Defence forces staff should be transferred to contact tracing duties immediately to allow speech therapists, physiotherapists and occupational therapists to return to providing essential frontline services for children across the Country, local Independent Deputy Denis Naughten TD told the Dáil in recent times.
He pointed out that three-quarters of speech and language therapists in counties Roscommon and Galway are currently involved in contact tracing.
“Before the lockdown, there was a four-year waiting list to access speech and language therapy in those counties. That means a pre-school child referred to speech and language services might not get support before their Holy Communion.
“At present, 1,049 children in the two counties are awaiting access to speech and language therapy but three-quarters of the speech and language therapists are directly involved in contact tracing. This is not a good use of scarce therapy resources. It is not just speech and language therapists. I have received reports that occupational therapists, physiotherapists, audiologists and podiatrists, to name but a few highly trained staff, have been redeployed since the Covid-19 lockdown and remain redeployed in other areas of the health system while the waiting lists for vulnerable children mount and mount,” Deputy Naughten asserted.
He also pointed out that this practice is happening with HSE therapy posts right across the country, and while such staff have not returned to their original roles many of the private providers have been back delivering these exact same services, and charging for them, for the last few months.
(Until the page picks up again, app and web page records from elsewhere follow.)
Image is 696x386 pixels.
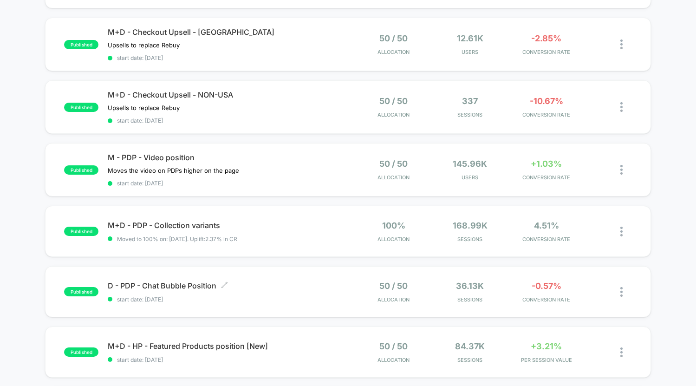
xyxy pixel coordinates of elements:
[378,357,410,363] span: Allocation
[380,341,408,351] span: 50 / 50
[511,174,583,181] span: CONVERSION RATE
[380,159,408,169] span: 50 / 50
[434,357,506,363] span: Sessions
[378,174,410,181] span: Allocation
[117,236,237,243] span: Moved to 100% on: [DATE] . Uplift: 2.37% in CR
[108,296,348,303] span: start date: [DATE]
[511,49,583,55] span: CONVERSION RATE
[434,296,506,303] span: Sessions
[434,112,506,118] span: Sessions
[434,174,506,181] span: Users
[457,33,484,43] span: 12.61k
[108,104,180,112] span: Upsells to replace Rebuy
[456,281,484,291] span: 36.13k
[462,96,478,106] span: 337
[382,221,406,230] span: 100%
[621,102,623,112] img: close
[108,167,239,174] span: Moves the video on PDPs higher on the page
[511,357,583,363] span: PER SESSION VALUE
[531,341,562,351] span: +3.21%
[378,49,410,55] span: Allocation
[108,27,348,37] span: M+D - Checkout Upsell - [GEOGRAPHIC_DATA]
[511,296,583,303] span: CONVERSION RATE
[108,153,348,162] span: M - PDP - Video position
[511,112,583,118] span: CONVERSION RATE
[621,287,623,297] img: close
[108,41,180,49] span: Upsells to replace Rebuy
[380,96,408,106] span: 50 / 50
[108,356,348,363] span: start date: [DATE]
[378,296,410,303] span: Allocation
[64,227,98,236] span: published
[621,348,623,357] img: close
[511,236,583,243] span: CONVERSION RATE
[434,49,506,55] span: Users
[64,287,98,296] span: published
[64,103,98,112] span: published
[380,281,408,291] span: 50 / 50
[378,236,410,243] span: Allocation
[621,227,623,236] img: close
[64,165,98,175] span: published
[108,90,348,99] span: M+D - Checkout Upsell - NON-USA
[621,39,623,49] img: close
[108,54,348,61] span: start date: [DATE]
[531,159,562,169] span: +1.03%
[453,221,488,230] span: 168.99k
[108,180,348,187] span: start date: [DATE]
[108,281,348,290] span: D - PDP - Chat Bubble Position
[108,117,348,124] span: start date: [DATE]
[64,348,98,357] span: published
[378,112,410,118] span: Allocation
[108,341,348,351] span: M+D - HP - Featured Products position [New]
[455,341,485,351] span: 84.37k
[453,159,487,169] span: 145.96k
[531,33,562,43] span: -2.85%
[621,165,623,175] img: close
[380,33,408,43] span: 50 / 50
[534,221,559,230] span: 4.51%
[64,40,98,49] span: published
[434,236,506,243] span: Sessions
[108,221,348,230] span: M+D - PDP - Collection variants
[530,96,564,106] span: -10.67%
[532,281,562,291] span: -0.57%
Deputy Naughten informed the Dáil that having raised the issue with the Minister for Defence, Simon Coveney, he understood that Defence Forces staff would be made available to provide contact tracing if the HSE asked for them.
“He (Minister Coveney ) also told the House that only 24 of the 647 applications received from former Defence Forces personnel to re-enlist to help out during the pandemic had been approved due to eligibility criteria, such as age. Surely some of those 623 applicants and, I am sure, many more staff who have answered Ireland’s call, and staff who have already left the HSE, would be willing to come back to help out in order that children could learn to talk or to walk and that children could have ordinary everyday lives, just like their brothers and sisters and friends and neighbours. Surely it is not too much to ask that these valuable therapists would be sent back to the job that they should be doing at the front line, treating children on a day-to-day basis, instead of picking up the phone?
“How can it be that it has taken months after these staff were redeployed for any attempt to be made to recruit contact tracers? What is even more appalling is the fact that the therapists involved in the Galway-Roscommon autism spectrum disorder, ASD, unit based in Athenry were, prior to Covid-19, involved in a reconfiguration of that service which was to be completed by January of next year. It would not surprise me if Covid-19 is now used as an excuse to drag out that process, rather than the reconfiguration having been done during the lockdown when those therapists were not seeing children. That will add further delays.
“These therapists should be put back to doing the work they ought to be doing today. I do not wish for the Government to wait until next Monday to make this happen. It needs to happen immediately. These staff should never have been redeployed in the first instance. After the first wave of infection, they should have been the first staff to be sent back to their front-line services, rather than sending back the clerical staff and having these staff still tied up in contact tracing,” Deputy Naughten concluded.